Vaclav Havel is dead. Among other forces and powers, he is among the seven individuals most responsible for peacefully ending the Cold War; the great liberators who brought freedom and democracy. They are Ronald Reagan, Pope John Paul II, Mikhail Gorbachev, Boris Yeltsin, Margaret Thatcher, Lech Walesa, and Havel.

With Havel’s death, a majority of these seven are now gone, giving new voice and added meaning to what Chesterton deemed the democracy of the dead.

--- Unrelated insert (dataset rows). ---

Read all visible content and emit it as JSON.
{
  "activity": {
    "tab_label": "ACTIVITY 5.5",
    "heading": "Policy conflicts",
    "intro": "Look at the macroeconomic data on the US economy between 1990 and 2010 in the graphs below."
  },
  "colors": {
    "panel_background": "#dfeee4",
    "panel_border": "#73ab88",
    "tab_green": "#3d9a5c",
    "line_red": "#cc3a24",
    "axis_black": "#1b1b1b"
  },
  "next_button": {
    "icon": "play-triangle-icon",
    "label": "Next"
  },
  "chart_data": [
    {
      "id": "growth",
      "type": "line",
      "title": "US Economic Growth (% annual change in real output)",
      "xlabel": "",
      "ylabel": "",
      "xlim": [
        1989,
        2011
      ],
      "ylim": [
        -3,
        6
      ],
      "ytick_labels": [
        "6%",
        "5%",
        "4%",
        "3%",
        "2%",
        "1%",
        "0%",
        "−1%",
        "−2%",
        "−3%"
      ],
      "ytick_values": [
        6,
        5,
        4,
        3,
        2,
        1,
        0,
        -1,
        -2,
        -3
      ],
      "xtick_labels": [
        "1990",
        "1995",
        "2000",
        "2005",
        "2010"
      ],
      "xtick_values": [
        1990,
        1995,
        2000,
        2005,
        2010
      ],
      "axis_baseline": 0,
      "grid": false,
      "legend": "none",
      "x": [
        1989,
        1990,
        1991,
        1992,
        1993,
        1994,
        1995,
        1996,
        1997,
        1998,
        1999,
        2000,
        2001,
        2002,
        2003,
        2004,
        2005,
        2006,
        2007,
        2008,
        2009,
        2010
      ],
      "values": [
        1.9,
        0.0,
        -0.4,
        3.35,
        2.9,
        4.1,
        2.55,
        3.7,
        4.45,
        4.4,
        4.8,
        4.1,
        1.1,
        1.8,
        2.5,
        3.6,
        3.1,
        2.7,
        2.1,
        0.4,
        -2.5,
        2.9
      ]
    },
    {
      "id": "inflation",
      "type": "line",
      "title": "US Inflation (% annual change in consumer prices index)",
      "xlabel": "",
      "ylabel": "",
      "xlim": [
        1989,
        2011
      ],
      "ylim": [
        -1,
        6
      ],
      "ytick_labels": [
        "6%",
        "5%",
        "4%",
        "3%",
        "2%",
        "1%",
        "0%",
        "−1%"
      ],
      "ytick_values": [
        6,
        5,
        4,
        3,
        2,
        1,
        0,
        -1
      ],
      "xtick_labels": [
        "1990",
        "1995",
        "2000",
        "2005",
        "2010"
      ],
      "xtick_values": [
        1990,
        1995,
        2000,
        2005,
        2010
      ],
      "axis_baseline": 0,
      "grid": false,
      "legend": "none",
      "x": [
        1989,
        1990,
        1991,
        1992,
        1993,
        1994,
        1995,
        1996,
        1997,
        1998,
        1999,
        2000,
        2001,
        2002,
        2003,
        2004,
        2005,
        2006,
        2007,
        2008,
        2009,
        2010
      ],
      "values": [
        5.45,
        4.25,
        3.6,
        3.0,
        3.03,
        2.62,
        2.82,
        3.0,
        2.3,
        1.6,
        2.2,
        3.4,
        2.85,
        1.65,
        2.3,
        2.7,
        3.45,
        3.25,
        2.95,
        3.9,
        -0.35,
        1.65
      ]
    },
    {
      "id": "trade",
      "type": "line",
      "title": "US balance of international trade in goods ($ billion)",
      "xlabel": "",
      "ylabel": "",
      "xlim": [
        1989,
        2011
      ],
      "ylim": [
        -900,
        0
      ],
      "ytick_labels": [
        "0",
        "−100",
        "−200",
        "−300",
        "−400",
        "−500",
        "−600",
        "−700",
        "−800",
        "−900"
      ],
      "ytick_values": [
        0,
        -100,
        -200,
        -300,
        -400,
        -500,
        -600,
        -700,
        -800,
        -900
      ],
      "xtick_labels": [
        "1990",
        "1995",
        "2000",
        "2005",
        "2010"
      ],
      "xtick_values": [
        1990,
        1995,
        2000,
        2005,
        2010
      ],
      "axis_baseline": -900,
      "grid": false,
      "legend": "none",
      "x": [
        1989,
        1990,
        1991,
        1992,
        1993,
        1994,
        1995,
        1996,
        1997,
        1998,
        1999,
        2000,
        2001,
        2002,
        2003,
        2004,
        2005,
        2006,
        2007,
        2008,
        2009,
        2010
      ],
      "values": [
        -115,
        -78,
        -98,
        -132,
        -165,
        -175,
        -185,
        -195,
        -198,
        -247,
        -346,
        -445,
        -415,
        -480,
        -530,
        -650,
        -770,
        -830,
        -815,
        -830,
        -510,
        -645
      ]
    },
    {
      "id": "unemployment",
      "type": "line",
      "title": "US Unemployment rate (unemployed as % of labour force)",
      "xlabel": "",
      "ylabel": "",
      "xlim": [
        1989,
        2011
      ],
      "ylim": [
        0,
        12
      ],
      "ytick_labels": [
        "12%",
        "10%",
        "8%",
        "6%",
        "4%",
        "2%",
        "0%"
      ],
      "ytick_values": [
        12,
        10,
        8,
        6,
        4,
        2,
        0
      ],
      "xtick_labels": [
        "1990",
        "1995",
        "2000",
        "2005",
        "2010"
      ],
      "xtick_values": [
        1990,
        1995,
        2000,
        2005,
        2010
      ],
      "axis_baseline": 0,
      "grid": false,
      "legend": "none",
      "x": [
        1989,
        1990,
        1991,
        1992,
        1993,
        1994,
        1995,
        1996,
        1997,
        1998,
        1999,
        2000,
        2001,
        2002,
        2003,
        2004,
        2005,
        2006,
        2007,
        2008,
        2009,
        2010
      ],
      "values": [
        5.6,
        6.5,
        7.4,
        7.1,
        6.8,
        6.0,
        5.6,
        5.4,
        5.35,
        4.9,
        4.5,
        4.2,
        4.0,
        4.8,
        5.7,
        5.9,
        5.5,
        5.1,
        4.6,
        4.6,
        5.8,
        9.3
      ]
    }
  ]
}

All waged battle against what Reagan inspiringly called the “Evil Empire,” a brute creation cobbled out of a diabolical ideology that generated the deaths of over 100 million in the last century. At the core of that evil was what Mikhail Gorbachev characterized as a “war on religion,” which, among other forms of malevolence, spawned what Vaclav Havel described as “the communist culture of the lie.” As they engaged the beast, John Paul II admonished all to “Be not afraid.”

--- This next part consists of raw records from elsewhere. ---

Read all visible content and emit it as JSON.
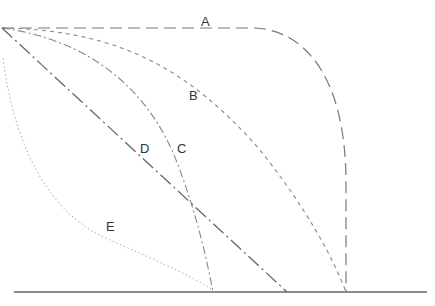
{
  "diagram": {
    "type": "line-curves",
    "colors": {
      "background": "#ffffff",
      "axis": "#666666",
      "curve": "#777777",
      "label": "#333333"
    },
    "labels": {
      "A": "A",
      "B": "B",
      "C": "C",
      "D": "D",
      "E": "E"
    },
    "curves": [
      {
        "id": "A",
        "style": "long-dash",
        "description": "flat top then rounds down to vertical at right"
      },
      {
        "id": "B",
        "style": "short-dash",
        "description": "convex curve from top-left to vertical foot"
      },
      {
        "id": "C",
        "style": "dash-dot",
        "description": "convex curve from top-left ending near middle of baseline"
      },
      {
        "id": "D",
        "style": "long-dash-dot",
        "description": "straight diagonal line"
      },
      {
        "id": "E",
        "style": "dotted",
        "description": "concave curve from left edge to baseline"
      }
    ],
    "baseline": {
      "description": "horizontal base line"
    }
  }
}
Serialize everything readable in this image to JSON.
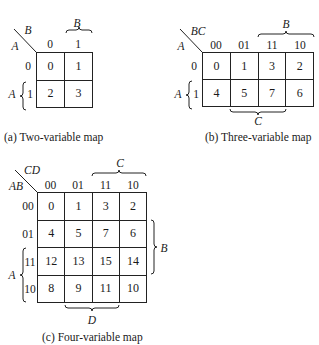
{
  "maps": {
    "two": {
      "caption": "(a) Two-variable map",
      "row_var": "A",
      "col_var": "B",
      "col_headers": [
        "0",
        "1"
      ],
      "row_headers": [
        "0",
        "1"
      ],
      "cells": [
        [
          "0",
          "1"
        ],
        [
          "2",
          "3"
        ]
      ],
      "col_brace_label": "B",
      "row_brace_label": "A"
    },
    "three": {
      "caption": "(b) Three-variable map",
      "row_var": "A",
      "col_var": "BC",
      "col_headers": [
        "00",
        "01",
        "11",
        "10"
      ],
      "row_headers": [
        "0",
        "1"
      ],
      "cells": [
        [
          "0",
          "1",
          "3",
          "2"
        ],
        [
          "4",
          "5",
          "7",
          "6"
        ]
      ],
      "top_brace_label": "B",
      "bottom_brace_label": "C",
      "row_brace_label": "A"
    },
    "four": {
      "caption": "(c) Four-variable map",
      "row_var": "AB",
      "col_var": "CD",
      "col_headers": [
        "00",
        "01",
        "11",
        "10"
      ],
      "row_headers": [
        "00",
        "01",
        "11",
        "10"
      ],
      "cells": [
        [
          "0",
          "1",
          "3",
          "2"
        ],
        [
          "4",
          "5",
          "7",
          "6"
        ],
        [
          "12",
          "13",
          "15",
          "14"
        ],
        [
          "8",
          "9",
          "11",
          "10"
        ]
      ],
      "top_brace_label": "C",
      "right_brace_label": "B",
      "left_brace_label": "A",
      "bottom_brace_label": "D"
    }
  }
}
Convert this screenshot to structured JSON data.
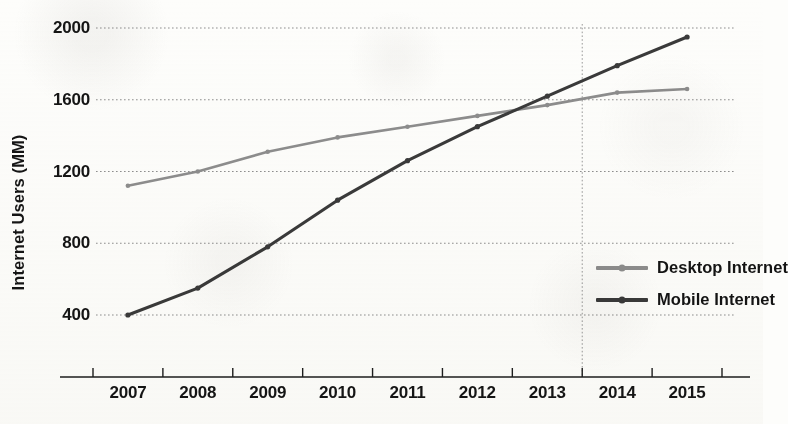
{
  "chart_data": {
    "type": "line",
    "title": "",
    "xlabel": "",
    "ylabel": "Internet Users (MM)",
    "categories": [
      "2007",
      "2008",
      "2009",
      "2010",
      "2011",
      "2012",
      "2013",
      "2014",
      "2015"
    ],
    "x": [
      2007,
      2008,
      2009,
      2010,
      2011,
      2012,
      2013,
      2014,
      2015
    ],
    "series": [
      {
        "name": "Desktop Internet",
        "color": "#8d8d8d",
        "values": [
          1120,
          1200,
          1310,
          1390,
          1450,
          1510,
          1570,
          1640,
          1660
        ]
      },
      {
        "name": "Mobile Internet",
        "color": "#3a3a3a",
        "values": [
          400,
          550,
          780,
          1040,
          1260,
          1450,
          1620,
          1790,
          1950
        ]
      }
    ],
    "ylim": [
      200,
      2100
    ],
    "yticks": [
      400,
      800,
      1200,
      1600,
      2000
    ],
    "ytick_labels": [
      "400",
      "800",
      "1200",
      "1600",
      "2000"
    ],
    "xlim": [
      2006.5,
      2015.5
    ],
    "grid": "horizontal-dotted",
    "legend_position": "center-right",
    "annotations": [
      {
        "type": "vertical-reference-line",
        "name": "crossover-line",
        "x": 2013.5,
        "style": "dotted",
        "color": "#9a9a9a",
        "note": "Mobile overtakes Desktop"
      }
    ]
  },
  "axis": {
    "y_title": "Internet Users (MM)"
  },
  "legend": {
    "items": [
      {
        "label": "Desktop Internet",
        "color": "#8d8d8d"
      },
      {
        "label": "Mobile Internet",
        "color": "#3a3a3a"
      }
    ]
  }
}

Vaclav Havel was unafraid. He and his Charter 77 movement were courageous, willing to go to jail rather than take orders from the devils who installed themselves as dictators from Budapest to Bucharest, from Warsaw to Prague.

As if all of this, unfolding here on earth a short time ago, was not profound enough, I’m suddenly struck at the profundity of Havel passing into the next world alongside Christopher Hitchens, and both shortly before Christmas.

Peter Robinson, who knows about the collapse of communism, having written Ronald Reagan’s Brandenburg Gate speech, interviewed Hitchens for his PBS show “Uncommon Knowledge.” Robinson was troubled by Hitchens’ willingness to concede credit to Havel for the collapse but none to Reagan. He took on Hitchens at that moment, not letting him get away with the slight against Reagan. I wish Vaclav Havel himself would have been there to set Hitchens straight. Havel said of Reagan, ironically at Reagan’s death: “He was a man with firm positions, with which he undoubtedly contributed to the fall of communism.”

Havel had a lot to teach to Hitchens. Hitchens would have listened to Havel. 

Indeed, of all people on this planet who God might have chosen to counsel a stunned Hitchens as he sits outside the Pearly Gates shaken in awed confusion, Havel would have been perfect, the one intellectual to merit Hitchens’ intellect and respect. If Hitchens’ un-merry band of atheists will forgive me, the religious romantic in me can’t help but indulge an image of Hitchens sitting there, hunched over, head in hands, only to look up at a smiling Havel and saying, “Fancy that I’d see you here. You just getting here?”

 Vaclav Havel was not just a man of politics and intellect, but a man of the arts, theater, literature—and, yes, of God. He exhorted the West and the wider post-modern world to seek “transcendence.” Hitchens might have figured God “the ultimate totalitarian,” but Havel saw God as the solution to totalitarianism, as tyranny’s antidote, as the fountainhead of freedom. This was something Havel deeply admired about America and its roots—its fusion of faith and freedom and the recognition that the latter cannot genuinely exist without the former. “The Declaration of Independence states that the Creator gave man the right to liberty,” Havel concluded in his July 4, 1994 lecture at Philadelphia’s Independence Hall, home of that very sentiment. “It seems man can realize that liberty only if he does not forget the One who endowed him with it.”

Vaclav Havel never forgot that principle nor its Endower. Neither did any of the Cold War seven that laid waste to the Soviet beast. And it was with the power of that conviction that they tapped the ultimate force that resolved the Cold War and won the victory for freedom and good against oppression and evil.

Vaclav Havel now joins the Heavenly majority. May he rest in peace, at last reaching true transcendence.


Paul Kengor is professor of political science and executive director of the Center for Vision & Values at Grove City College. He is also co-author (with Patricia Clark Doerner) of The Judge: William P. Clark, Ronald Reagan's Top Hand (Ignatius Press, 2007).